A Drive to Achieve the Extraordinary
I believe in mystery.
I believe in family.
I believe in being who I am.
I believe in the power of failure.
And I believe normal life is extraordinary.
This I believe. I'm Jay Alison for This I Believe. Juliet Frerking listened to our series, where she's on the Fulbright fellowship in Tunisia. Once a week she went to town and downloaded the podcast at an internet café. Her belief is tied to the improbable fact that she ended up in Tunisia at all. Here is Juliet Frerking with her essay for This I Believe.
I believe in the challenge to accomplish something out of the ordinary. I have to confess that I acquired this belief from the Guinness Book of World Records. That book showed me the value of equal opportunity and competition. It proved to me, early on, that I could rise above anonymity and achieve remarkable things.
When I was 9, I used to huddle in the back of the library with my friend Leanne, and we'd turn the 1991 edition of the Guinness book's pages with purple hands sticky from raspberry Laffy Taffy. Reassured by Mrs. Balanoff, our third-grade teacher, that we could be anything when we grew up, we felt challenged by 320 pages of incredible feats. And so, with the obsessive focus of 9-year-olds, we assumed the daily task of finding our place in the universe.
The Guinness Book of World Records taught me to believe in the accessibility of the improbable. I was captured by the little bit of fame conferred by inclusion in that book: the fastest, the longest, the widest, the most — whatever you can imagine. It opened up the possibility of what I might be able to do.
I was attracted to the lure of the unusual. How long would it take to grow my fingernails to beat a record for a total of 14-feet, 6 inches? I bet our teachers never thought the equation "d=rt" would be used to figure that one out; or that we would be tempted to research everything about Namibia because it was home of the world's fastest caterpillar. Leanne settled on holding her breath for the longest time, and I decided to make the world's largest cookie. Thus, Leanne joined the swim team, and I gained 10 pounds.
The Guinness book taught me tenacity and perseverance and, more importantly, the desire to do something unexpected. So many people in the book were mocked by family and friends for what they were doing, yet they did it. I see them as success stories — the normal people who did something extraordinary.
In college, I decided to study Arabic before Sept. 11. I am not Muslim or of Arab descent; I am a Southern Baptist girl from Texas. Enticed by the sounds of elongated alifs and lams, I fell in love with the complexity of the language and the beauty of its slanting script. After graduation, to put my skills to use, I moved to Cairo, and then to Tunisia, where I just finished working with divorced women.
I am not saving the world, I am not the best at what I do, but I am only 24 — there's still time. The Guinness book of World Records helped give me new perspective on the impossible and instilled in me the desire to try something unconventional. I believe in making the implausible a reality, and I hope to someday break a few records myself.
Juliet Frerking, with her essay for This I Believe. Frerking is back in the United States, she finished her Fulbright Fellowship and is living in New York, looking for a job. When she hopes that will to take her back to the Middle East. We hope you might consider writing an essay for our series, to find out more and to sign up for the podcast as Frerking did, visit NPR.org. For this I Believe, I'm Jay Alison.
This I Believe is independently produced by Jay Alison ,Dan Gediman ,John Gregary and Vicky Mirror. Support for NPR comes from Prudential retirement, sponsor of This I Believe. Prudential believes every worker can achieve a more secured retirement, Prutential retirement, where Beliefs matter.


**Exercise requirements**
Copy down the listing below exactly. Do not include pictures.

**Supplied data**
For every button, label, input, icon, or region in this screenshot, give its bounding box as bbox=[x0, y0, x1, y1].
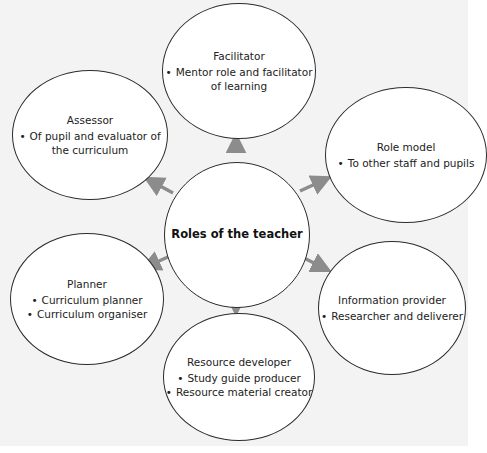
bullet-item: •Resource material creator bbox=[166, 385, 312, 399]
node-title: Role model bbox=[377, 140, 436, 154]
bullet-icon: • bbox=[31, 293, 37, 307]
bullet-item: •Researcher and deliverer bbox=[321, 309, 463, 323]
node-resource-developer: Resource developer •Study guide producer… bbox=[163, 313, 315, 441]
arrow-to-role-model bbox=[300, 180, 324, 191]
node-bullets: •To other staff and pupils bbox=[338, 156, 475, 170]
node-assessor: Assessor •Of pupil and evaluator of the … bbox=[12, 70, 168, 200]
node-bullets: •Researcher and deliverer bbox=[321, 309, 463, 323]
bullet-item: •Study guide producer bbox=[166, 371, 312, 385]
node-title: Facilitator bbox=[213, 49, 264, 63]
node-title: Resource developer bbox=[187, 355, 291, 369]
bullet-icon: • bbox=[338, 156, 344, 170]
bullet-icon: • bbox=[166, 65, 172, 79]
bullet-item: •Curriculum planner bbox=[27, 293, 148, 307]
node-role-model: Role model •To other staff and pupils bbox=[325, 87, 487, 223]
bullet-icon: • bbox=[166, 385, 172, 399]
arrow-to-assessor bbox=[151, 181, 173, 193]
bullet-item: •Of pupil and evaluator of bbox=[19, 129, 160, 143]
node-center: Roles of the teacher bbox=[164, 162, 310, 308]
node-information-provider: Information provider •Researcher and del… bbox=[318, 241, 466, 375]
bullet-icon: • bbox=[177, 371, 183, 385]
bullet-item: •Mentor role and facilitator bbox=[166, 65, 313, 79]
bullet-icon: • bbox=[27, 307, 33, 321]
bullet-continuation: of learning bbox=[166, 79, 313, 93]
node-bullets: •Of pupil and evaluator of the curriculu… bbox=[19, 129, 160, 157]
bullet-icon: • bbox=[321, 309, 327, 323]
bullet-icon: • bbox=[19, 129, 25, 143]
node-title: Assessor bbox=[67, 113, 113, 127]
bullet-continuation: the curriculum bbox=[19, 143, 160, 157]
node-title: Planner bbox=[67, 277, 107, 291]
node-planner: Planner •Curriculum planner •Curriculum … bbox=[10, 233, 164, 365]
node-facilitator: Facilitator •Mentor role and facilitator… bbox=[162, 3, 316, 139]
bullet-item: •Curriculum organiser bbox=[27, 307, 148, 321]
node-bullets: •Curriculum planner •Curriculum organise… bbox=[27, 293, 148, 321]
node-title: Information provider bbox=[338, 293, 446, 307]
node-bullets: •Study guide producer •Resource material… bbox=[166, 371, 312, 399]
node-bullets: •Mentor role and facilitator of learning bbox=[166, 65, 313, 93]
bullet-item: •To other staff and pupils bbox=[338, 156, 475, 170]
center-title: Roles of the teacher bbox=[171, 227, 302, 241]
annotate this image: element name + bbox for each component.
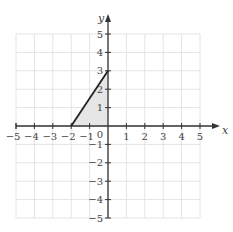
x-tick-label: −2 bbox=[61, 131, 76, 142]
x-tick-label: 5 bbox=[197, 131, 203, 142]
x-tick-label: −4 bbox=[24, 131, 39, 142]
y-tick-label: −4 bbox=[88, 194, 103, 205]
x-tick-label: 3 bbox=[160, 131, 166, 142]
y-tick-label: −1 bbox=[88, 139, 103, 150]
y-tick-label: 4 bbox=[97, 47, 103, 58]
y-tick-label: −2 bbox=[88, 157, 103, 168]
tick-labels: −5−4−3−2−11234554321−1−2−3−4−50xy bbox=[6, 12, 229, 224]
axes bbox=[16, 14, 220, 218]
x-tick-label: 2 bbox=[142, 131, 148, 142]
y-tick-label: 3 bbox=[97, 65, 103, 76]
y-axis-label: y bbox=[97, 12, 105, 25]
x-axis-arrow-icon bbox=[212, 123, 220, 129]
x-tick-label: 1 bbox=[123, 131, 129, 142]
y-tick-label: 5 bbox=[97, 29, 103, 40]
x-axis-label: x bbox=[222, 124, 229, 137]
y-tick-label: −3 bbox=[88, 176, 103, 187]
y-tick-label: 1 bbox=[97, 102, 103, 113]
origin-label: 0 bbox=[97, 129, 103, 140]
x-tick-label: −5 bbox=[6, 131, 21, 142]
y-axis-arrow-icon bbox=[105, 14, 111, 22]
x-tick-label: −3 bbox=[42, 131, 57, 142]
y-tick-label: −5 bbox=[88, 213, 103, 224]
x-tick-label: 4 bbox=[178, 131, 184, 142]
y-tick-label: 2 bbox=[97, 84, 103, 95]
coordinate-plane: −5−4−3−2−11234554321−1−2−3−4−50xy bbox=[0, 0, 233, 232]
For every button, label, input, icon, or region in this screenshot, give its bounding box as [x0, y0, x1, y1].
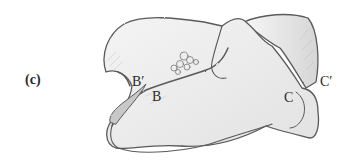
label-c-prime: C′ [320, 74, 332, 90]
label-b: B [152, 89, 161, 105]
label-c: C [284, 90, 293, 106]
panel-label: (c) [25, 72, 41, 88]
sketch-figure [0, 0, 356, 163]
label-b-prime: B′ [132, 74, 144, 90]
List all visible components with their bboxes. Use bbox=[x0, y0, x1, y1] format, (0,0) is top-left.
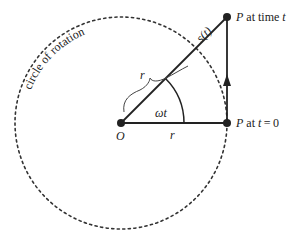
rotation-diagram: circle of rotation O r r ωt s(t) P at ti… bbox=[0, 0, 296, 236]
angle-label: ωt bbox=[155, 106, 167, 120]
p-time-zero-label: P at t = 0 bbox=[235, 116, 279, 130]
circle-label: circle of rotation bbox=[21, 24, 87, 91]
p-time-t-point bbox=[223, 13, 231, 21]
angle-arc bbox=[166, 79, 185, 124]
radius-label-bottom: r bbox=[170, 128, 175, 142]
p-time-t-label: P at time t bbox=[235, 10, 286, 24]
p-time-zero-point bbox=[223, 119, 231, 127]
arrow-up-icon bbox=[223, 74, 231, 86]
radius-label-brace: r bbox=[140, 68, 145, 82]
origin-label: O bbox=[116, 129, 125, 143]
origin-point bbox=[117, 119, 125, 127]
arc-length-label: s(t) bbox=[193, 24, 214, 45]
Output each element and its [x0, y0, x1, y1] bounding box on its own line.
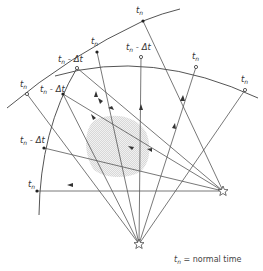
svg-text:tn: tn	[136, 5, 143, 16]
svg-text:tn: tn	[91, 36, 98, 47]
svg-text:tn - Δt: tn - Δt	[58, 54, 83, 65]
svg-text:tn - Δt: tn - Δt	[126, 42, 151, 53]
svg-text:tn: tn	[241, 74, 248, 85]
svg-text:tn - Δt: tn - Δt	[40, 84, 65, 95]
svg-text:tn: tn	[20, 79, 27, 90]
outer-arc	[7, 9, 180, 108]
inner-arc	[55, 66, 258, 98]
source-star-right	[218, 186, 228, 196]
diagram-canvas: tn tn tn - Δt tn - Δt tn tn tn tn - Δt t…	[0, 0, 263, 271]
legend-caption: tn = normal time	[174, 255, 241, 265]
svg-text:tn - Δt: tn - Δt	[20, 135, 45, 146]
svg-text:tn: tn	[28, 179, 35, 190]
svg-text:tn: tn	[192, 51, 199, 62]
source-star-bottom	[134, 239, 144, 249]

**Exercise response**
For every button, label, input, icon, or region in this screenshot, give its bounding box as bbox=[x0, y0, x1, y1].
bullet-item: •Resource material creator bbox=[166, 385, 312, 399]
node-title: Role model bbox=[377, 140, 436, 154]
bullet-icon: • bbox=[31, 293, 37, 307]
bullet-item: •Researcher and deliverer bbox=[321, 309, 463, 323]
node-resource-developer: Resource developer •Study guide producer… bbox=[163, 313, 315, 441]
arrow-to-role-model bbox=[300, 180, 324, 191]
node-bullets: •To other staff and pupils bbox=[338, 156, 475, 170]
node-assessor: Assessor •Of pupil and evaluator of the … bbox=[12, 70, 168, 200]
node-bullets: •Researcher and deliverer bbox=[321, 309, 463, 323]
bullet-item: •Study guide producer bbox=[166, 371, 312, 385]
node-title: Facilitator bbox=[213, 49, 264, 63]
node-title: Resource developer bbox=[187, 355, 291, 369]
bullet-icon: • bbox=[338, 156, 344, 170]
bullet-icon: • bbox=[166, 65, 172, 79]
bullet-item: •Curriculum planner bbox=[27, 293, 148, 307]
node-role-model: Role model •To other staff and pupils bbox=[325, 87, 487, 223]
bullet-icon: • bbox=[166, 385, 172, 399]
arrow-to-assessor bbox=[151, 181, 173, 193]
bullet-item: •Of pupil and evaluator of bbox=[19, 129, 160, 143]
node-center: Roles of the teacher bbox=[164, 162, 310, 308]
node-information-provider: Information provider •Researcher and del… bbox=[318, 241, 466, 375]
bullet-icon: • bbox=[177, 371, 183, 385]
bullet-item: •Mentor role and facilitator bbox=[166, 65, 313, 79]
bullet-icon: • bbox=[27, 307, 33, 321]
bullet-continuation: of learning bbox=[166, 79, 313, 93]
node-bullets: •Of pupil and evaluator of the curriculu… bbox=[19, 129, 160, 157]
bullet-icon: • bbox=[321, 309, 327, 323]
bullet-icon: • bbox=[19, 129, 25, 143]
node-title: Assessor bbox=[67, 113, 113, 127]
bullet-continuation: the curriculum bbox=[19, 143, 160, 157]
node-title: Planner bbox=[67, 277, 107, 291]
node-planner: Planner •Curriculum planner •Curriculum … bbox=[10, 233, 164, 365]
node-facilitator: Facilitator •Mentor role and facilitator… bbox=[162, 3, 316, 139]
bullet-item: •Curriculum organiser bbox=[27, 307, 148, 321]
node-bullets: •Curriculum planner •Curriculum organise… bbox=[27, 293, 148, 321]
node-title: Information provider bbox=[338, 293, 446, 307]
node-bullets: •Study guide producer •Resource material… bbox=[166, 371, 312, 399]
node-bullets: •Mentor role and facilitator of learning bbox=[166, 65, 313, 93]
bullet-item: •To other staff and pupils bbox=[338, 156, 475, 170]
center-title: Roles of the teacher bbox=[171, 227, 302, 241]
annotate this image: element name + bbox for each component.
x-tick-label: −2 bbox=[61, 131, 76, 142]
x-tick-label: 5 bbox=[197, 131, 203, 142]
x-tick-label: −4 bbox=[24, 131, 39, 142]
y-tick-label: −4 bbox=[88, 194, 103, 205]
x-tick-label: 3 bbox=[160, 131, 166, 142]
y-tick-label: −1 bbox=[88, 139, 103, 150]
y-tick-label: 4 bbox=[97, 47, 103, 58]
y-tick-label: −2 bbox=[88, 157, 103, 168]
tick-labels: −5−4−3−2−11234554321−1−2−3−4−50xy bbox=[6, 12, 229, 224]
axes bbox=[16, 14, 220, 218]
x-tick-label: 2 bbox=[142, 131, 148, 142]
y-tick-label: 3 bbox=[97, 65, 103, 76]
y-axis-label: y bbox=[97, 12, 105, 25]
x-axis-arrow-icon bbox=[212, 123, 220, 129]
x-tick-label: 1 bbox=[123, 131, 129, 142]
y-tick-label: 5 bbox=[97, 29, 103, 40]
x-axis-label: x bbox=[222, 124, 229, 137]
y-tick-label: −3 bbox=[88, 176, 103, 187]
y-tick-label: 1 bbox=[97, 102, 103, 113]
origin-label: 0 bbox=[97, 129, 103, 140]
x-tick-label: −5 bbox=[6, 131, 21, 142]
y-axis-arrow-icon bbox=[105, 14, 111, 22]
x-tick-label: −3 bbox=[42, 131, 57, 142]
y-tick-label: −5 bbox=[88, 213, 103, 224]
x-tick-label: 4 bbox=[178, 131, 184, 142]
y-tick-label: 2 bbox=[97, 84, 103, 95]
coordinate-plane: −5−4−3−2−11234554321−1−2−3−4−50xy bbox=[0, 0, 233, 232]
For every button, label, input, icon, or region in this screenshot, give its bounding box as [x0, y0, x1, y1].
label-c-prime: C′ [320, 74, 332, 90]
label-b: B [152, 89, 161, 105]
label-c: C [284, 90, 293, 106]
panel-label: (c) [25, 72, 41, 88]
sketch-figure [0, 0, 356, 163]
label-b-prime: B′ [132, 74, 144, 90]
List all visible components with their bboxes. Use bbox=[x0, y0, x1, y1] format, (0,0) is top-left.
rotation-diagram: circle of rotation O r r ωt s(t) P at ti… bbox=[0, 0, 296, 236]
angle-label: ωt bbox=[155, 106, 167, 120]
p-time-zero-label: P at t = 0 bbox=[235, 116, 279, 130]
circle-label: circle of rotation bbox=[21, 24, 87, 91]
p-time-t-point bbox=[223, 13, 231, 21]
angle-arc bbox=[166, 79, 185, 124]
radius-label-bottom: r bbox=[170, 128, 175, 142]
p-time-t-label: P at time t bbox=[235, 10, 286, 24]
p-time-zero-point bbox=[223, 119, 231, 127]
arrow-up-icon bbox=[223, 74, 231, 86]
radius-label-brace: r bbox=[140, 68, 145, 82]
origin-label: O bbox=[116, 129, 125, 143]
origin-point bbox=[117, 119, 125, 127]
arc-length-label: s(t) bbox=[193, 24, 214, 45]
Output each element and its [x0, y0, x1, y1] bounding box on its own line.
svg-text:tn: tn	[136, 5, 143, 16]
svg-text:tn: tn	[91, 36, 98, 47]
svg-text:tn - Δt: tn - Δt	[58, 54, 83, 65]
svg-text:tn - Δt: tn - Δt	[126, 42, 151, 53]
svg-text:tn: tn	[241, 74, 248, 85]
svg-text:tn - Δt: tn - Δt	[40, 84, 65, 95]
svg-text:tn: tn	[20, 79, 27, 90]
outer-arc	[7, 9, 180, 108]
inner-arc	[55, 66, 258, 98]
source-star-right	[218, 186, 228, 196]
diagram-canvas: tn tn tn - Δt tn - Δt tn tn tn tn - Δt t…	[0, 0, 263, 271]
legend-caption: tn = normal time	[174, 255, 241, 265]
svg-text:tn - Δt: tn - Δt	[20, 135, 45, 146]
svg-text:tn: tn	[28, 179, 35, 190]
svg-text:tn: tn	[192, 51, 199, 62]
source-star-bottom	[134, 239, 144, 249]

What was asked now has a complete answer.